Activity
Please return every line from the entries that has the string "size" in it.

Stored items:
◆ ◆ ◆ ◆ ◆
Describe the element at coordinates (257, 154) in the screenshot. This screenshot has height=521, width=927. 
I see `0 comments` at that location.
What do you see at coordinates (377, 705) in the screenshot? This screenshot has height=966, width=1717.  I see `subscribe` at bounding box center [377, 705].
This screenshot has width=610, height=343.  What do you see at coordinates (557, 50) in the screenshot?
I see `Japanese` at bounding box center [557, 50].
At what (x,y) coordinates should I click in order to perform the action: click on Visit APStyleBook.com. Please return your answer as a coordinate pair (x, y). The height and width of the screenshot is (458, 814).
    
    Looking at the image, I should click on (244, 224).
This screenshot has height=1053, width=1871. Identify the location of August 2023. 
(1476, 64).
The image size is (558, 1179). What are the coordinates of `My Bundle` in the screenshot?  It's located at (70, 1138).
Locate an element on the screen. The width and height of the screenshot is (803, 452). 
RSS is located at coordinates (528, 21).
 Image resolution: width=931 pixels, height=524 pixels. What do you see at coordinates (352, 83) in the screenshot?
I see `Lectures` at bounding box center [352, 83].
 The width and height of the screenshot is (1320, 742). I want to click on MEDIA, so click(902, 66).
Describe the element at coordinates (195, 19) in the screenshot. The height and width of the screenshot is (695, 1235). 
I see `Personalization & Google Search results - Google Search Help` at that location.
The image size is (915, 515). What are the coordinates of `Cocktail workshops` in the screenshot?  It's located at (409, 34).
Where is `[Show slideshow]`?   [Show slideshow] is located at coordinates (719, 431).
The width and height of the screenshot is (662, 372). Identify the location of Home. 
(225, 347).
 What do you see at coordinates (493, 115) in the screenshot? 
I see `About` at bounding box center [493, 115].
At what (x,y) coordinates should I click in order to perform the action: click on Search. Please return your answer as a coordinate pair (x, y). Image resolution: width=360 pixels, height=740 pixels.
◆ ◆ ◆ ◆ ◆
Response area
The image size is (558, 1179). What are the coordinates of `My Bundle` in the screenshot?  It's located at (70, 1138).
The image size is (915, 515). What are the coordinates of `Cocktail workshops` in the screenshot?  It's located at (409, 34).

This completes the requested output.